Several fashion magazine spreads have recently replicated the fashions of the 1950s.
Fashion designers have been somewhat slow to embrace the more commercial elements of modern technology, like selling their clothes online or on mobile devices, perhaps hesitant about sullying their brands. Social media, however, they seem to have caught on to right away.
Several new journals, and a recent visit to a great little magazine shop in Berlin, again make us think we are entering a different age of print.
As I think more about the fall collections, and read some of the comments on the blog, a few points stand out.
A thick mob of people, mostly young and nearly all clutching cameras, stood in the blazing 6 p.m. sun outside the entrance to the Valentino show in the Place Vendôme.
Dita Von Teese, the burlesque performer, is often in the front row at fashion shows.
Before Jean Paul Gaultier’s show this afternoon, I popped backstage to say hello and absorb a little madness – I mean, direction.
I loved Willy Vanderperre’s somber group portrait of models in Riccardo Tisci’s fall couture collection for Givenchy.

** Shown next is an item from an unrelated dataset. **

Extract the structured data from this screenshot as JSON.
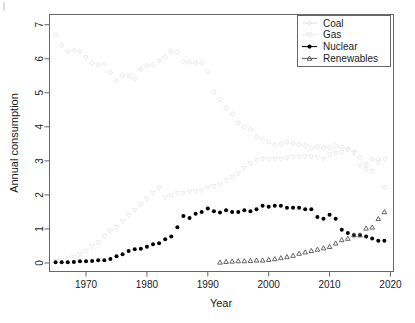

Daphne Guinness leaves the Chanel show on a motorcycle.
Chanel’s red satin dress. Other looks include embroidered dresses in an amazing range of tapestry patterns.
View of the lion in the center of the Chanel couture – which is about to start in the Grand Palais. Big enough?
Armani focuses on day clothes in his fall couture collection.
John Galliano’s new haute couture collection for Dior is both faithful to the house and as fresh as a daisy.
I suppose I should thank the Chambre Syndicale, the organizing body for French fashion, for creating a break between the men’s shows and haute couture. It gave me a good excuse to go to Berlin
High fashion at the Communist Party headquarters in Paris.
Mr. Simons’s show celebrated 15 years of a career that has pursued the idea that fashion can communicate thoughts and emotions.
John Galliano drew from the movies tonight-scenes from Chaplin, Keaton and Visconti’s “Death in Venice.”
Is men’s fashion keeping up with our imaginations?
Full beards on men make us think of Karl Marx and Santa Claus. At least that’s my bipolar reference. But full beards on men in fashion shows just make us giggle.
Thirty-two designers are participating in a public art exhibition that opened on Broadway in Manhattan’s garment district on Thursday, which, in essence, is the fashion version of those cow statues that plastered New York a decade ago.
Though it was dusk and apparently damp when the Jil Sander men’s show started in Florence – I watched the Web stream – the colors cleared the head.
A former digital consultant to luxury brands is launching a site devoted to emerging fashion designers.
My appreciation for Lady Gaga’s act is simple: I like her insistent awkwardness.
A spirit of collaboration marked the annual Council of Fashion Designers of America awards show.
If the 2010 awards show of the Council of Fashion Designers of America had been a little shorter, it would have been a winner.